The lecture was organized by the IMPACT project

The whole video available here

Abstract: Computer vision has made impressive gains through the use of deep learning models, trained with large-scale labeled data. However, labels require expertise and curation and are expensive to collect. Even worse, direct semantic supervision often leads the learning  algorithms “cheating” and taking shortcuts, instead of actually doing the work. In this talk, I will briefly summarize several of my group’s efforts to combat this using self-supervision, meta-supervision, and curiosity — all ways of using the data as its  own supervision. These lead to practical applications in image synthesis (such as pix2pix and cycleGAN), image forensics, audio-visual source separation, etc.

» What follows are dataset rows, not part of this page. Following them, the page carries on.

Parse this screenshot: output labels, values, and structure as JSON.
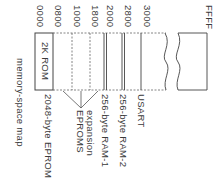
{
  "diagram": {
    "title": "memory-space map",
    "addresses": [
      {
        "label": "0000",
        "x": 45
      },
      {
        "label": "0800",
        "x": 63
      },
      {
        "label": "1000",
        "x": 82
      },
      {
        "label": "1800",
        "x": 100
      },
      {
        "label": "2000",
        "x": 115
      },
      {
        "label": "2800",
        "x": 133
      },
      {
        "label": "3000",
        "x": 152
      },
      {
        "label": "FFFF",
        "x": 214
      }
    ],
    "regions": {
      "rom": "2K ROM",
      "eprom": "2048-byte EPROM",
      "expansion_line1": "expansion",
      "expansion_line2": "EPROMS",
      "ram1": "256-byte RAM-1",
      "ram2": "256-byte RAM-2",
      "usart": "USART"
    },
    "colors": {
      "line": "#444444",
      "dashed": "#666666",
      "text": "#3a3a3a"
    }
  }
}
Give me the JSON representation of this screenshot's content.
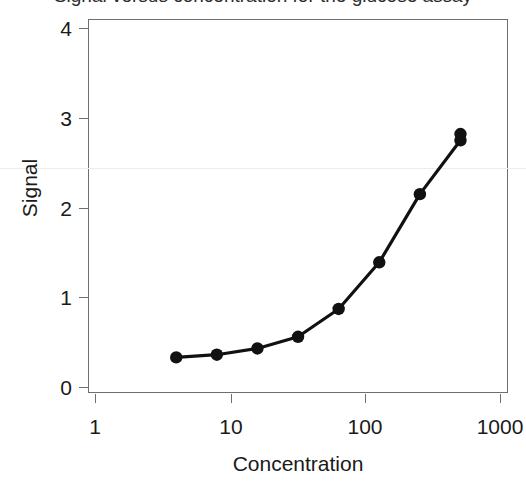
{
  "figure": {
    "title": "Signal versus concentration for the glucose assay",
    "title_clipped": true,
    "background_color": "#ffffff",
    "frame_color": "#6e6e6e",
    "series_color": "#111111"
  },
  "chart_data": {
    "type": "line",
    "title": "Signal versus concentration for the glucose assay",
    "xlabel": "Concentration",
    "ylabel": "Signal",
    "xscale": "log",
    "yscale": "linear",
    "xlim": [
      1,
      1000
    ],
    "ylim": [
      0,
      4.2
    ],
    "grid": false,
    "legend": null,
    "xticks": [
      1,
      10,
      100,
      1000
    ],
    "xtick_labels": [
      "1",
      "10",
      "100",
      "1000"
    ],
    "yticks": [
      0,
      1,
      2,
      3,
      4
    ],
    "ytick_labels": [
      "0",
      "1",
      "2",
      "3",
      "4"
    ],
    "marker": "filled-circle",
    "series": [
      {
        "name": "Signal",
        "x": [
          4,
          8,
          16,
          32,
          64,
          128,
          256,
          512,
          512
        ],
        "values": [
          0.33,
          0.36,
          0.43,
          0.56,
          0.87,
          1.39,
          2.15,
          2.75,
          2.82
        ]
      }
    ],
    "points": [
      {
        "concentration": 4,
        "signal": 0.33
      },
      {
        "concentration": 8,
        "signal": 0.36
      },
      {
        "concentration": 16,
        "signal": 0.43
      },
      {
        "concentration": 32,
        "signal": 0.56
      },
      {
        "concentration": 64,
        "signal": 0.87
      },
      {
        "concentration": 128,
        "signal": 1.39
      },
      {
        "concentration": 256,
        "signal": 2.15
      },
      {
        "concentration": 512,
        "signal": 2.75
      },
      {
        "concentration": 512,
        "signal": 2.82
      }
    ]
  },
  "axes": {
    "x": {
      "label": "Concentration",
      "ticks": [
        {
          "label": "1",
          "value": 1
        },
        {
          "label": "10",
          "value": 10
        },
        {
          "label": "100",
          "value": 100
        },
        {
          "label": "1000",
          "value": 1000
        }
      ]
    },
    "y": {
      "label": "Signal",
      "ticks": [
        {
          "label": "4",
          "value": 4
        },
        {
          "label": "3",
          "value": 3
        },
        {
          "label": "2",
          "value": 2
        },
        {
          "label": "1",
          "value": 1
        },
        {
          "label": "0",
          "value": 0
        }
      ]
    }
  }
}
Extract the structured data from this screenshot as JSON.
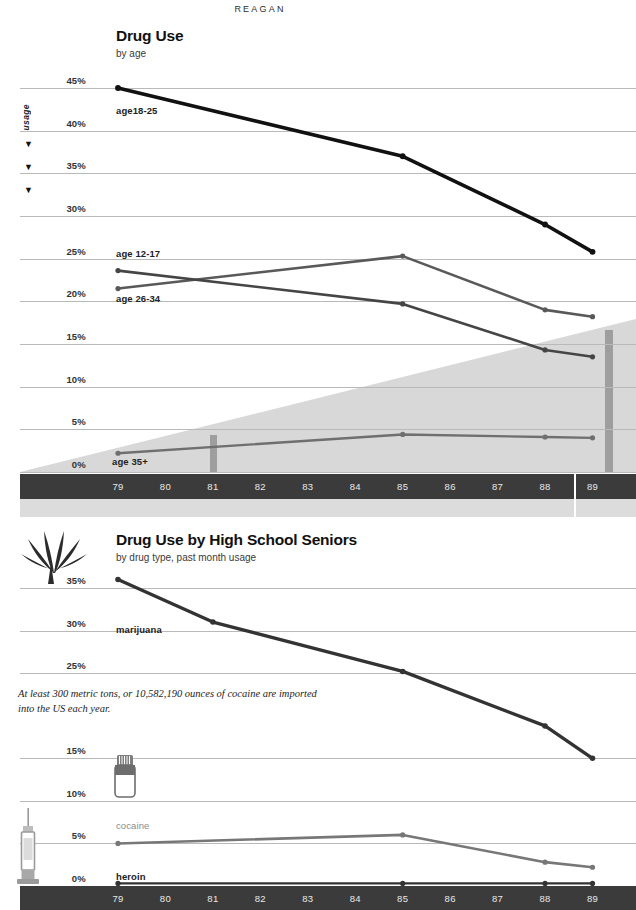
{
  "charts": [
    {
      "id": "drug-use-by-age",
      "title": "Drug Use",
      "subtitle": "by age",
      "axis_label": "usage",
      "term_label": "REAGAN",
      "chart_data": {
        "type": "line",
        "title": "Drug Use",
        "subtitle": "by age",
        "xlabel": "",
        "ylabel": "usage",
        "ylim": [
          0,
          45
        ],
        "ytick_labels": [
          "45%",
          "40%",
          "35%",
          "30%",
          "25%",
          "20%",
          "15%",
          "10%",
          "5%",
          "0%"
        ],
        "ytick_values": [
          45,
          40,
          35,
          30,
          25,
          20,
          15,
          10,
          5,
          0
        ],
        "xtick_labels": [
          "79",
          "80",
          "81",
          "82",
          "83",
          "84",
          "85",
          "86",
          "87",
          "88",
          "89"
        ],
        "x": [
          79,
          80,
          81,
          82,
          83,
          84,
          85,
          86,
          87,
          88,
          89
        ],
        "grid": true,
        "legend": "inline",
        "series": [
          {
            "name": "age18-25",
            "color": "#111111",
            "width": 3.6,
            "x": [
              79,
              85,
              88,
              89
            ],
            "values": [
              45.0,
              37.0,
              29.0,
              25.8
            ]
          },
          {
            "name": "age 12-17",
            "color": "#595959",
            "width": 2.6,
            "x": [
              79,
              85,
              88,
              89
            ],
            "values": [
              21.5,
              25.3,
              19.0,
              18.2
            ]
          },
          {
            "name": "age 26-34",
            "color": "#454545",
            "width": 2.6,
            "x": [
              79,
              85,
              88,
              89
            ],
            "values": [
              23.6,
              19.7,
              14.3,
              13.5
            ]
          },
          {
            "name": "age 35+",
            "color": "#6f6f6f",
            "width": 2.4,
            "x": [
              79,
              85,
              88,
              89
            ],
            "values": [
              2.2,
              4.4,
              4.1,
              4.0
            ]
          }
        ]
      }
    },
    {
      "id": "drug-use-high-school-seniors",
      "title": "Drug Use by High School Seniors",
      "subtitle": "by drug type, past month usage",
      "caption": "At least 300 metric tons, or 10,582,190 ounces of cocaine are imported into the US each year.",
      "chart_data": {
        "type": "line",
        "title": "Drug Use by High School Seniors",
        "subtitle": "by drug type, past month usage",
        "xlabel": "",
        "ylabel": "",
        "ylim": [
          0,
          37
        ],
        "ytick_labels": [
          "35%",
          "30%",
          "25%",
          "15%",
          "10%",
          "5%",
          "0%"
        ],
        "ytick_values": [
          35,
          30,
          25,
          15,
          10,
          5,
          0
        ],
        "xtick_labels": [
          "79",
          "80",
          "81",
          "82",
          "83",
          "84",
          "85",
          "86",
          "87",
          "88",
          "89"
        ],
        "x": [
          79,
          80,
          81,
          82,
          83,
          84,
          85,
          86,
          87,
          88,
          89
        ],
        "grid": true,
        "legend": "inline",
        "series": [
          {
            "name": "marijuana",
            "color": "#333333",
            "width": 3.4,
            "x": [
              79,
              81,
              85,
              88,
              89
            ],
            "values": [
              36.0,
              31.0,
              25.2,
              18.8,
              15.0
            ]
          },
          {
            "name": "cocaine",
            "color": "#777777",
            "width": 2.6,
            "x": [
              79,
              85,
              88,
              89
            ],
            "values": [
              5.0,
              6.0,
              2.8,
              2.2
            ]
          },
          {
            "name": "heroin",
            "color": "#333333",
            "width": 2.2,
            "x": [
              79,
              85,
              88,
              89
            ],
            "values": [
              0.3,
              0.3,
              0.3,
              0.3
            ]
          }
        ]
      }
    }
  ],
  "icons": {
    "cannabis": "cannabis-leaf-icon",
    "pills": "pill-bottle-icon",
    "syringe": "syringe-icon"
  },
  "colors": {
    "axis_band": "#3b3b3b",
    "term_band": "#dcdcdc",
    "gridline": "#b9b9b9",
    "shade": "#d8d8d8",
    "marker": "#333333"
  }
}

Bio: Alexei Efros is a professor of Electrical Engineering and Computer Sciences at UC Berkeley. Before 2013, he was nine years on the faculty of Carnegie Mellon University, and has also been affiliated with École Normale Supérieure/INRIA and University of Oxford.  His research is in the area of computer vision and computer graphics, especially at the intersection of the two. He is particularly interested in using data-driven techniques to tackle problems where large quantities of unlabeled visual data are readily available.  Efros received his PhD in 2003 from UC Berkeley. He is a recipient of the Sloan Fellowship (2008), Guggenheim Fellowship (2008), SIGGRAPH Significant New Researcher Award (2010), 3 Helmholtz Test-of-Time Prizes (1999, 2003, 2005), and the ACM Prize in Computing  (2016).